The Concise Oxford Dictionary defines music as "the art of combining vocal or instrumental sounds (or both) to produce beauty of form, harmony, and expression of emotion".
[3][4] An often-cited example of the dilemma in defining music is the work 4′33″ (1952) by the American composer John Cage (1912–1992).
Among the Aztecs, the ancient Mexican theory of rhetoric, poetry, dance, and instrumental music used the Nahuatl term In xochitl-in kwikatl to refer to a complex mix of music and other poetic verbal and non-verbal elements, and reserved the word Kwikakayotl (or cuicacayotl) only for the sung expressions.
[8] There is no term for music in Nigerian languages Tiv, Yoruba, Igbo, Efik, Birom, Hausa, Idoma, Eggon or Jarawa.
Ben Watson points out that Ludwig van Beethoven's Große Fuge (1825) "sounded like noise" to his audience at the time.
[16] He conceived the elements of his music in terms of "sound-masses", likening their organization to the natural phenomenon of crystallization.
Levi R. Bryant defines music not as a language, but as a marked-based, problem-solving method, comparable to mathematics.
[24] This is primarily because other cultures have different understandings in relation to the sounds that English-language writers refer to as music.
This definition distinguishes music, as an end in itself, from compositional technique, and from sounds as purely physical objects."
More precisely, "music is the actualization of the possibility of any sound whatever to present to some human being a meaning which he experiences with his body—that is to say, with his mind, his feelings, his senses, his will, and his metabolism".
[28] Clifton accordingly differentiates music from non-music on the basis of the human behavior involved, rather than on either the nature of compositional technique or of sounds as purely physical objects.
[30] This is not to be understood, however, as a sanctification of extreme relativism, since "it is precisely the 'subjective' aspect of experience which lured many writers earlier in this century down the path of sheer opinion-mongering.
[32]"Music, often an art/entertainment, is a total social fact whose definitions vary according to era and culture", according to Jean Molino.
According to musicologist Jean-Jacques Nattiez: "The border between music and noise is always culturally defined—which implies that, even within a single society, this border does not always pass through the same place; in short, there is rarely a consensus ... By all accounts there is no single and intercultural universal concept defining what music might be".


__EXERCISE INSTRUCTIONS__: From the entries below, copy out every line with "vertex" in it.

START MATERIAL FOR THIS EXERCISE

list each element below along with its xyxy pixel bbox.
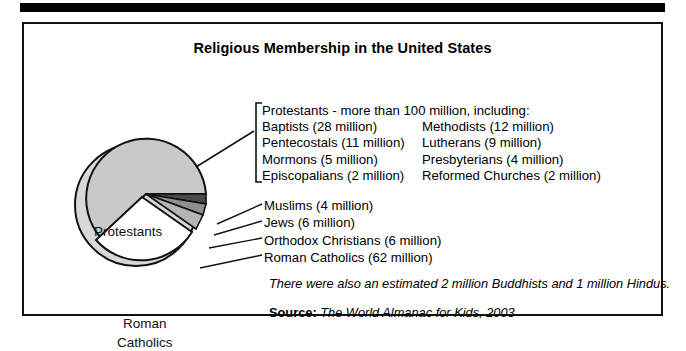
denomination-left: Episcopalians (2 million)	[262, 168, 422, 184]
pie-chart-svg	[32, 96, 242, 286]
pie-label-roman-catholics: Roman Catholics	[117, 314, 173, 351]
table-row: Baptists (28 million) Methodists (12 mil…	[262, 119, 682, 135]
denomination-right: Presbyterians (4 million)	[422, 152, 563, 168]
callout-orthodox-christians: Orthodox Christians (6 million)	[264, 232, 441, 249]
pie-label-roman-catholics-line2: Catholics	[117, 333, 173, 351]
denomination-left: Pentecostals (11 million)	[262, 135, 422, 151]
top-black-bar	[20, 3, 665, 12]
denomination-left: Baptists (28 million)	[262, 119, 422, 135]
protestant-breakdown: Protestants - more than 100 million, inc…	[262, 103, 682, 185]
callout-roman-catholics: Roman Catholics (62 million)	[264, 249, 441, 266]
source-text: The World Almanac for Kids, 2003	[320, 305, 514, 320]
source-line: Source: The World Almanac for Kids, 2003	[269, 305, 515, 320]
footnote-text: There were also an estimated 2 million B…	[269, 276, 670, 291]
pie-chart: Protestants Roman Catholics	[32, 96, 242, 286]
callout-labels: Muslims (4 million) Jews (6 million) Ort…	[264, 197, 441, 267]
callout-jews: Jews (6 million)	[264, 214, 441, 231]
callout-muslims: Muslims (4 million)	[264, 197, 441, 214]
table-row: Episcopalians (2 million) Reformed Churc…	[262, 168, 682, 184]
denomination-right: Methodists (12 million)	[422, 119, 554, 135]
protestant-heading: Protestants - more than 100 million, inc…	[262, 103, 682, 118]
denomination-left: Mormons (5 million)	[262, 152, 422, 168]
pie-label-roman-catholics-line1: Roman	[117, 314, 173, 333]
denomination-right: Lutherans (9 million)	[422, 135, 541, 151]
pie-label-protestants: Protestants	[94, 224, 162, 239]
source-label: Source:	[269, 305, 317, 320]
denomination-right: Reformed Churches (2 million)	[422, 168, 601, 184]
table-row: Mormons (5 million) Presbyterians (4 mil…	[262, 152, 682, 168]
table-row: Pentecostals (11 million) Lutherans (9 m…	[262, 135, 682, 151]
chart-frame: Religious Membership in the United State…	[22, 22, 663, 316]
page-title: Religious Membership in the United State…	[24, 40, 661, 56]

END MATERIAL FOR THIS EXERCISE
START MATERIAL FOR THIS EXERCISE

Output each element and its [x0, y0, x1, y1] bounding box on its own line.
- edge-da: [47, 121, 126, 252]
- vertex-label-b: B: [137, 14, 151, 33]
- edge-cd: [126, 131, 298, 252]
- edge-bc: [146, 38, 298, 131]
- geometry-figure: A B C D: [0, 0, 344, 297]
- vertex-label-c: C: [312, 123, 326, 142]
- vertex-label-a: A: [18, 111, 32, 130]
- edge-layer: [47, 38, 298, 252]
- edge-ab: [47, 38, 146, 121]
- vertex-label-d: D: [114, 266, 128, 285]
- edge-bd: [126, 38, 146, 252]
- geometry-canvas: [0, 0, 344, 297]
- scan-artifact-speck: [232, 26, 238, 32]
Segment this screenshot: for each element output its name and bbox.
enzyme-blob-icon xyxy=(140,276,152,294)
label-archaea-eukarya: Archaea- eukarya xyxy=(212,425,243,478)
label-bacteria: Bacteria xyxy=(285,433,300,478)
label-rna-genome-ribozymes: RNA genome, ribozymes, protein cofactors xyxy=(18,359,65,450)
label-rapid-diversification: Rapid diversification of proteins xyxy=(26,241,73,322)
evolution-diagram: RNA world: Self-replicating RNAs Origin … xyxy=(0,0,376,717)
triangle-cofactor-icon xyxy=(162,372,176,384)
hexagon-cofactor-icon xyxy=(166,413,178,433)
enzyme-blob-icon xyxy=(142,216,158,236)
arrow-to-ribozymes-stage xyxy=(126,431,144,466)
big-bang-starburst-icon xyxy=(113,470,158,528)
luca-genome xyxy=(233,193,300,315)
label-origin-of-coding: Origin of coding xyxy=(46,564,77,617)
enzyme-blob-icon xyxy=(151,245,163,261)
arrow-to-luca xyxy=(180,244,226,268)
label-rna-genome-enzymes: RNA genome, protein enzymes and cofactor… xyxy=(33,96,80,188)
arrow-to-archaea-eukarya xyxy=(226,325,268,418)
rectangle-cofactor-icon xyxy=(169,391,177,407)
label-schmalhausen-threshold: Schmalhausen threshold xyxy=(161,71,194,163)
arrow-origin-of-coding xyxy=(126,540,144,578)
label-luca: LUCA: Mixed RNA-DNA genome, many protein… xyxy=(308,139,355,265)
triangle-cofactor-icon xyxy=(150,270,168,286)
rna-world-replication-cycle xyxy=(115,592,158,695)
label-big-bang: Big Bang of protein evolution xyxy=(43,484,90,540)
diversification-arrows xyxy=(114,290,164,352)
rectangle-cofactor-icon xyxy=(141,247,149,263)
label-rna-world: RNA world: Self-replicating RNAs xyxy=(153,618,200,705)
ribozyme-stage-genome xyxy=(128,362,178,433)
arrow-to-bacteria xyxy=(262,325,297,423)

END MATERIAL FOR THIS EXERCISE
START MATERIAL FOR THIS EXERCISE

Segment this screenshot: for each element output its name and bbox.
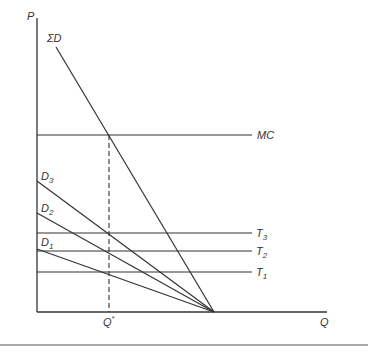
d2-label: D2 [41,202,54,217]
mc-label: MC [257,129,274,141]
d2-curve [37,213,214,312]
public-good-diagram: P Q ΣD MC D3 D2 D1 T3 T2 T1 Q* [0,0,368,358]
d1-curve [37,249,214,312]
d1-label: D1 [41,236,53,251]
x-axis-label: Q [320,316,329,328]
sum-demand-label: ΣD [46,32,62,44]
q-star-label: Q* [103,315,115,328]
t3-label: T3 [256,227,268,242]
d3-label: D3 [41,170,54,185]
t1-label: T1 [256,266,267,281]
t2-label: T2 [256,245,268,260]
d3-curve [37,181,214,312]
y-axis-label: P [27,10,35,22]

END MATERIAL FOR THIS EXERCISE

__YOUR RESPONSE__:
- vertex-label-b: B: [137, 14, 151, 33]
- vertex-label-c: C: [312, 123, 326, 142]
- vertex-label-a: A: [18, 111, 32, 130]
- vertex-label-d: D: [114, 266, 128, 285]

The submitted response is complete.